Hello!
I have been a long time lurker of this forum for many years and finally decided about a year ago to sign up. Nearly all of HMEMs members do not realize it, but most of you have transformed me into what I am today.
Im 30 years old and have always had a keen interest in small engines. It all started when my father would find old lawn mowers for me to take apart and put back together. Next, when I was able to get my first job at 16, I started buying recreational vehicles and doing the same. From putting over-sized jugs on honda atc 70ccs to a complete transmission rebuild on a Honda CR500 due to a broken transmission gear and shaft. Over the course of three years I had right around 20 bikes, trikes, and quads with no more than two at one given time. Thankfully I had a truck at the time!
Within that three year time frame I had an awesome opportunity to job shadow a well seasoned machinist in my very home town, who got me very interested in machining. I would reconstruct drawings, and help out with assembly of components, anything more was just an insurance claim waiting to happen. So I started to lose interest with the shadowing because it wasn't fulfilling what I wanted, between work, school , family, etc...I wanted to machine things I wanted to build. I now knew what hmem was and was drooling over all of the insane engines, setups, capabilities you all have demonstrated. I now have found what I want to do in life.
At this time I had already enrolled into college for machine tool. My first year went by, worked all summer, came back to college with one thing in mind. I'm going to build a webster. To make a long story short (hah, yeah), I completed the entire webster engine within 6 months. I ran it for a whole 5 minutes on glow ignition and was nothing the less satisfied with my extracirriculum project. It has not been run since that time, 10 years ago and now sits in pieces under my bed, due to a current, recently finished project.
I landed a great, full filling job, gave it my all and still do to this day. I have to give credit to the hmem community for fueling my desire to become a machinist. I apologize for the lengthy autobiography....Hello and thank you all!
I have been a long time lurker of this forum for many years and finally decided about a year ago to sign up. Nearly all of HMEMs members do not realize it, but most of you have transformed me into what I am today.
Im 30 years old and have always had a keen interest in small engines. It all started when my father would find old lawn mowers for me to take apart and put back together. Next, when I was able to get my first job at 16, I started buying recreational vehicles and doing the same. From putting over-sized jugs on honda atc 70ccs to a complete transmission rebuild on a Honda CR500 due to a broken transmission gear and shaft. Over the course of three years I had right around 20 bikes, trikes, and quads with no more than two at one given time. Thankfully I had a truck at the time!
Within that three year time frame I had an awesome opportunity to job shadow a well seasoned machinist in my very home town, who got me very interested in machining. I would reconstruct drawings, and help out with assembly of components, anything more was just an insurance claim waiting to happen. So I started to lose interest with the shadowing because it wasn't fulfilling what I wanted, between work, school , family, etc...I wanted to machine things I wanted to build. I now knew what hmem was and was drooling over all of the insane engines, setups, capabilities you all have demonstrated. I now have found what I want to do in life.
At this time I had already enrolled into college for machine tool. My first year went by, worked all summer, came back to college with one thing in mind. I'm going to build a webster. To make a long story short (hah, yeah), I completed the entire webster engine within 6 months. I ran it for a whole 5 minutes on glow ignition and was nothing the less satisfied with my extracirriculum project. It has not been run since that time, 10 years ago and now sits in pieces under my bed, due to a current, recently finished project.
I landed a great, full filling job, gave it my all and still do to this day. I have to give credit to the hmem community for fueling my desire to become a machinist. I apologize for the lengthy autobiography....Hello and thank you all!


▸ What to do
Every entry below, first to last, should be restated word for word.

▸ Given information
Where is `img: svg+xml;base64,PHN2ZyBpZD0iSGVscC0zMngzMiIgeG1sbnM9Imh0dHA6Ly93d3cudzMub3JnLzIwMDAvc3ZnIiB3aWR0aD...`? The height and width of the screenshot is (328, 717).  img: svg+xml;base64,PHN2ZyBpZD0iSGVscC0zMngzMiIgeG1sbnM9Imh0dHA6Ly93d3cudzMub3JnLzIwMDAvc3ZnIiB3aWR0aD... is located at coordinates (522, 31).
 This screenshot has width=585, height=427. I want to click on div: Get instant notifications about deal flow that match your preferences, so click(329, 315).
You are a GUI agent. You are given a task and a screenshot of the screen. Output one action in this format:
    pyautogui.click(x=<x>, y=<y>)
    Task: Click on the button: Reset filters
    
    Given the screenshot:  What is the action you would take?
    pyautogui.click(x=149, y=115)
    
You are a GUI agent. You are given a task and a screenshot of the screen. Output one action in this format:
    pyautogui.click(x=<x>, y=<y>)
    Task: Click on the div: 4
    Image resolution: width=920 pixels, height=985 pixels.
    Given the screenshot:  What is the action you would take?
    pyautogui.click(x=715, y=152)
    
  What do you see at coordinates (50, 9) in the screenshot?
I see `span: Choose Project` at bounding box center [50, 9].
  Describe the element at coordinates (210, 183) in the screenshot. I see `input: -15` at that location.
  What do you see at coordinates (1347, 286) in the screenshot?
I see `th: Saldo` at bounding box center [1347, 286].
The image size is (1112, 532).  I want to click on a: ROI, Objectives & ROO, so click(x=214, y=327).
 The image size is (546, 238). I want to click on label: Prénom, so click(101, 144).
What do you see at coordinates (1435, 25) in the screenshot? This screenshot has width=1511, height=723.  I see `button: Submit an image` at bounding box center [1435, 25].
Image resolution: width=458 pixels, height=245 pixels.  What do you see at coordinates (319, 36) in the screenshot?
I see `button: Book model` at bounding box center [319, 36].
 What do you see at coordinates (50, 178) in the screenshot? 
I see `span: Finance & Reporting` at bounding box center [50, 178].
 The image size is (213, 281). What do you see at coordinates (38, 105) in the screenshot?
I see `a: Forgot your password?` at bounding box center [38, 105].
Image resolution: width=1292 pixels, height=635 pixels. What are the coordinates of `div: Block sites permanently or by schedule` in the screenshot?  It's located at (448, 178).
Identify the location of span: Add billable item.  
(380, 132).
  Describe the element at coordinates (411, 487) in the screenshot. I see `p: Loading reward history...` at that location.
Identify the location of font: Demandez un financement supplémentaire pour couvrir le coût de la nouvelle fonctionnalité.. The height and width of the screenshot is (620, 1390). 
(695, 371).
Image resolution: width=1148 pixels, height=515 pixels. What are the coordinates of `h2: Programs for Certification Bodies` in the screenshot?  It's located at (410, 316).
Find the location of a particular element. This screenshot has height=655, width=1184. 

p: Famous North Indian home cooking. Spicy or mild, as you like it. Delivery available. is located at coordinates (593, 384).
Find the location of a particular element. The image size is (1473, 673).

▸ Solution to this exercise
Where is `img: svg+xml;base64,PHN2ZyBpZD0iSGVscC0zMngzMiIgeG1sbnM9Imh0dHA6Ly93d3cudzMub3JnLzIwMDAvc3ZnIiB3aWR0aD...`? The height and width of the screenshot is (328, 717).  img: svg+xml;base64,PHN2ZyBpZD0iSGVscC0zMngzMiIgeG1sbnM9Imh0dHA6Ly93d3cudzMub3JnLzIwMDAvc3ZnIiB3aWR0aD... is located at coordinates (522, 31).
 This screenshot has width=585, height=427. I want to click on div: Get instant notifications about deal flow that match your preferences, so click(329, 315).
You are a GUI agent. You are given a task and a screenshot of the screen. Output one action in this format:
    pyautogui.click(x=<x>, y=<y>)
    Task: Click on the button: Reset filters
    
    Given the screenshot:  What is the action you would take?
    pyautogui.click(x=149, y=115)
    
You are a GUI agent. You are given a task and a screenshot of the screen. Output one action in this format:
    pyautogui.click(x=<x>, y=<y>)
    Task: Click on the div: 4
    Image resolution: width=920 pixels, height=985 pixels.
    Given the screenshot:  What is the action you would take?
    pyautogui.click(x=715, y=152)
    
  What do you see at coordinates (50, 9) in the screenshot?
I see `span: Choose Project` at bounding box center [50, 9].
  Describe the element at coordinates (210, 183) in the screenshot. I see `input: -15` at that location.
  What do you see at coordinates (1347, 286) in the screenshot?
I see `th: Saldo` at bounding box center [1347, 286].
The image size is (1112, 532).  I want to click on a: ROI, Objectives & ROO, so click(x=214, y=327).
 The image size is (546, 238). I want to click on label: Prénom, so click(101, 144).
What do you see at coordinates (1435, 25) in the screenshot? This screenshot has width=1511, height=723.  I see `button: Submit an image` at bounding box center [1435, 25].
Image resolution: width=458 pixels, height=245 pixels.  What do you see at coordinates (319, 36) in the screenshot?
I see `button: Book model` at bounding box center [319, 36].
 What do you see at coordinates (50, 178) in the screenshot? 
I see `span: Finance & Reporting` at bounding box center [50, 178].
 The image size is (213, 281). What do you see at coordinates (38, 105) in the screenshot?
I see `a: Forgot your password?` at bounding box center [38, 105].
Image resolution: width=1292 pixels, height=635 pixels. What are the coordinates of `div: Block sites permanently or by schedule` in the screenshot?  It's located at (448, 178).
Identify the location of span: Add billable item.  
(380, 132).
  Describe the element at coordinates (411, 487) in the screenshot. I see `p: Loading reward history...` at that location.
Identify the location of font: Demandez un financement supplémentaire pour couvrir le coût de la nouvelle fonctionnalité.. The height and width of the screenshot is (620, 1390). 
(695, 371).
Image resolution: width=1148 pixels, height=515 pixels. What are the coordinates of `h2: Programs for Certification Bodies` in the screenshot?  It's located at (410, 316).
Find the location of a particular element. This screenshot has height=655, width=1184. 

p: Famous North Indian home cooking. Spicy or mild, as you like it. Delivery available. is located at coordinates (593, 384).
Find the location of a particular element. The image size is (1473, 673).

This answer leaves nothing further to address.